Wednesday, December 2, 2009

A solitary winter ice cream

I’m sure he didn’t ask the rest of them whether they wanted to trust the half-hearted chill of a winter evening to keep the takeaway frozen on the way home or to make the most of their single scoop before they can set their disbelieving eyes on how much VAT a single scoop of ice cream can generate just because they get eaten on colour-coordinated couches and between sing-along whispers of hip-hop music. He, like the others, expected me to buy a 250 ml pack, eat it slowly over a week in the freezer before giving it away in disgust rather than having an ice cream all by myself.

With the other people in the parlour he needn’t even have asked. The girl had already spent three minutes figuring out the difference between pralines and Bavarian chocolate and her companion only looked too happy that this contemplation of premium flavours had take her mind off the watch. It was ten minutes past the ladies’ hostel curfew of 9 pm.

As for the six men, who had spared only two chairs in the shop in their attempt to from a semi-circle of couches, they were too bravely clad for the winter to venture out into the road again and too numerous to want to go away soon. Their badminton racquets lay limply on the arms of the couches, shunned by the arms which had bid for them frenetically after every finished set.

Economic comparisons between India and china can only have the uneconomical consequence of ordering double scoops and this alone rules out a takeaway for this 45-year old group. Cups disappeared into the bin with every lull in the conversation but not one grey-haired gentleman moved to say, “I’m off.
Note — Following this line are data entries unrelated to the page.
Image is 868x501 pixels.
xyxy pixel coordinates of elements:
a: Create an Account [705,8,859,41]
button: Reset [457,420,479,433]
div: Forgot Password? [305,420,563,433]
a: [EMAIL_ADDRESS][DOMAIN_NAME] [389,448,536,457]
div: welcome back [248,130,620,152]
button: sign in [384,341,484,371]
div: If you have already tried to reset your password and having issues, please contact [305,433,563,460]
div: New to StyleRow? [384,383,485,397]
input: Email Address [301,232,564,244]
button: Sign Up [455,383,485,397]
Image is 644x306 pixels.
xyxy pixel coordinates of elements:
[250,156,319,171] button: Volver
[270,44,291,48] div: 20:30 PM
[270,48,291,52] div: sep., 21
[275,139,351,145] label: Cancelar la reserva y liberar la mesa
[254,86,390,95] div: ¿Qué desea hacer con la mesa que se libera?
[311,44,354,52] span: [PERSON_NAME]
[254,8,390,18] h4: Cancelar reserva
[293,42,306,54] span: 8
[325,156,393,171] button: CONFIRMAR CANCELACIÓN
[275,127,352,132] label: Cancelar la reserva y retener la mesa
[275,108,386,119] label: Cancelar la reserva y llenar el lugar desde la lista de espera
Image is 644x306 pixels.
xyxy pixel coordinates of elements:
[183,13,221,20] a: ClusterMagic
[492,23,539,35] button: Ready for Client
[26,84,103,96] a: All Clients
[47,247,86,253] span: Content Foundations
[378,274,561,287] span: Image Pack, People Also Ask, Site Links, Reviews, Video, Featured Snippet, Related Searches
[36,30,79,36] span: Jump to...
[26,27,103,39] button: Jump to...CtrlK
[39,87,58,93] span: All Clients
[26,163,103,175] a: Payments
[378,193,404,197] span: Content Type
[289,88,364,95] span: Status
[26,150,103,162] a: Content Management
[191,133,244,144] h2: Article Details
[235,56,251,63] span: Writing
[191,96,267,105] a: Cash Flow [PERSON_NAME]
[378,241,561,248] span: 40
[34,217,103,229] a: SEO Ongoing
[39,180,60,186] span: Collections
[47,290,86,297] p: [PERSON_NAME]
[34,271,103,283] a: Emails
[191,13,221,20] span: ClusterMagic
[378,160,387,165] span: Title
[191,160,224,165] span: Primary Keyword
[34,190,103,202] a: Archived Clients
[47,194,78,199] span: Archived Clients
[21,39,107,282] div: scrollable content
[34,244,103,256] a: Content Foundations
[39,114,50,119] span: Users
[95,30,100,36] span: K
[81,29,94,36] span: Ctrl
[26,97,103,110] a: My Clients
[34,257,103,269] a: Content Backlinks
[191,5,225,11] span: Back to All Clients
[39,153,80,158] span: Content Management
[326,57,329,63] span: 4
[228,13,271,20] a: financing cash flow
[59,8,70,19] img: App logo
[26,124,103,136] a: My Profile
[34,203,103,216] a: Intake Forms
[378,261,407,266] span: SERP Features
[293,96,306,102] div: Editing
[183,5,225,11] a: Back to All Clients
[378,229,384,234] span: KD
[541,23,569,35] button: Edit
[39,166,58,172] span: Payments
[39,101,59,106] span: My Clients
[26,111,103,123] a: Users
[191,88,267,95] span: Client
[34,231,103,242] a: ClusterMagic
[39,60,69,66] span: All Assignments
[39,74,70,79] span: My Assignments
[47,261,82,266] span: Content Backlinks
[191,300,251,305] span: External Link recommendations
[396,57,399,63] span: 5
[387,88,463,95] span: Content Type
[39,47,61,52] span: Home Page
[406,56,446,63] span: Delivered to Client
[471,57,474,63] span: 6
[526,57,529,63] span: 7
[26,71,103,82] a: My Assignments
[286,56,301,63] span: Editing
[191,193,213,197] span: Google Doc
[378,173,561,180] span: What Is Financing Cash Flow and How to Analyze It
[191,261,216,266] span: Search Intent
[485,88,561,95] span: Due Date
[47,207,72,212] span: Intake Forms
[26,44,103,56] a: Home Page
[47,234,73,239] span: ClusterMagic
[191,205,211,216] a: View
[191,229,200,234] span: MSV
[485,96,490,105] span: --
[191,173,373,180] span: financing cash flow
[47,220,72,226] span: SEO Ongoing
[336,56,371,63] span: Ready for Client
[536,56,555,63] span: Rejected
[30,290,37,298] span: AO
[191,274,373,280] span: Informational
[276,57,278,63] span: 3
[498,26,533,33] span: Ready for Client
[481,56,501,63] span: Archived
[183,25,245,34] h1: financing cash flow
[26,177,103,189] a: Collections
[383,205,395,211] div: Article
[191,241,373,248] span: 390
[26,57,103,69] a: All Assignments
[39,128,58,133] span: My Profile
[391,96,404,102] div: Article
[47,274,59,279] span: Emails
I should be home now.”

I have known the incomplete ice cream of a conversation with a lover, whole chunks of chocolate abandoned, spoon still stuck inside, the unsaid speared to silence by a word.

I have known the ice creams that pass untasted subdued by the stronger drug of the group, so potent that even as the spoon scrapes the last swirl from the depressed moat of the cup, it seeps past tongues too busy keeping pace with other tongues to notice.

But the best of all is the ice cream I order by myself, ice cream that meets the eye first and the heart last, ice cream that contains memories of all the ice cream I’ve ever eaten, ice-cream that I can finish in five minutes yet carry back in each every chocolate-flavoured shiver that the walk back home blesses me with.